Many of us are familiar with impostor syndrome – as you’re shown to your desk at a new job, you’re overcome by feeling like a fraud. Psychologists often attribute this to a lack of confidence, but there’s an even more basic explanation: the reason it feels like you’re the only one with an anxious internal monologue is that yours is the only one you can hear. We don’t have access to other people’s minds – so we’re forced to judge their emotional state by their behaviour. Unless they’re openly sobbing, or shaking with fear, others are always going to seem more in command than you. The punchline is that you seem exactly the same way to them.
And impostor syndrome is only one of the ways situations are distorted by our inability to get inside other people’s heads. In all sorts of other contexts, we ‘compare our inside to other people’s outside’, as the phrase goes, but that’s an unfair double standard. On the outside, most people will seem to have their lives more together than you do, or to be less blindsided by a breakup or a bereavement. But you can’t see inside them. You don’t even get to see how they behave when they’re alone – lying on the sofa paralysed by sadness, or drinking too mucof course, they wouldn’t be alone.h wine – because, if you were there,
The problem isn’t always that we’re too harsh on ourselves, though. Sometimes, we end up being too hard on others instead. For example, when we see someone acting obnoxiously in public – snapping at a shop worker, or honking their car horn impatiently – we tend to assume that they have a rude personality and act that way all the time.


For this exercise, output the line containing "on label: Applicant." and every line after it through the end of the records, exactly, and no other line.

....

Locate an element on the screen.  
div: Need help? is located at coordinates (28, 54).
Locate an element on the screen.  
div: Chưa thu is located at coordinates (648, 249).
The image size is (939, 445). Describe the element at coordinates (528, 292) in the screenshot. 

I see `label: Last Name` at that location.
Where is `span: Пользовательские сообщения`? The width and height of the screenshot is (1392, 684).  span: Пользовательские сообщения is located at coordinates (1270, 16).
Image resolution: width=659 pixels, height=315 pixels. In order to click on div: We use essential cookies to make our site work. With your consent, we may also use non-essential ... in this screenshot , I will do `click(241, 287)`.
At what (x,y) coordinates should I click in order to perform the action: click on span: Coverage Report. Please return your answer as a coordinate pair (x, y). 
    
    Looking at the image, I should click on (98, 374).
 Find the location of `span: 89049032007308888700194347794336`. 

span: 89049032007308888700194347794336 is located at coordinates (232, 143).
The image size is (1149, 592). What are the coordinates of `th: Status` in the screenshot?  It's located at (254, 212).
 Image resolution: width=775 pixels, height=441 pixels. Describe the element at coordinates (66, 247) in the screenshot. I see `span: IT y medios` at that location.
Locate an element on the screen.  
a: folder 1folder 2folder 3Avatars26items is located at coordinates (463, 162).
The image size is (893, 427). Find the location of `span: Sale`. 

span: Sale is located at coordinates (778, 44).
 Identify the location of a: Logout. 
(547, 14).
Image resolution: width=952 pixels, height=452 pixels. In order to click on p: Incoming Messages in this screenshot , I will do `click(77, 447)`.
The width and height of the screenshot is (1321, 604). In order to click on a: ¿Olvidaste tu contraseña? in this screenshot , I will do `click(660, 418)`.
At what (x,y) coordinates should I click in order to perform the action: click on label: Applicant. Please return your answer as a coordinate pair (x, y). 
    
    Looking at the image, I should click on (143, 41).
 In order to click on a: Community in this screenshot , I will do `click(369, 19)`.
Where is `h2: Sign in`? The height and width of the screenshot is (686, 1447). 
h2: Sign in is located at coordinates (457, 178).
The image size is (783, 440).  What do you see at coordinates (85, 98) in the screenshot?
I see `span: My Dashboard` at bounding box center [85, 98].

....

**Written solution:**
At what (x,y) coordinates should I click in order to perform the action: click on label: Applicant. Please return your answer as a coordinate pair (x, y). 
    
    Looking at the image, I should click on (143, 41).
 In order to click on a: Community in this screenshot , I will do `click(369, 19)`.
Where is `h2: Sign in`? The height and width of the screenshot is (686, 1447). 
h2: Sign in is located at coordinates (457, 178).
The image size is (783, 440).  What do you see at coordinates (85, 98) in the screenshot?
I see `span: My Dashboard` at bounding box center [85, 98].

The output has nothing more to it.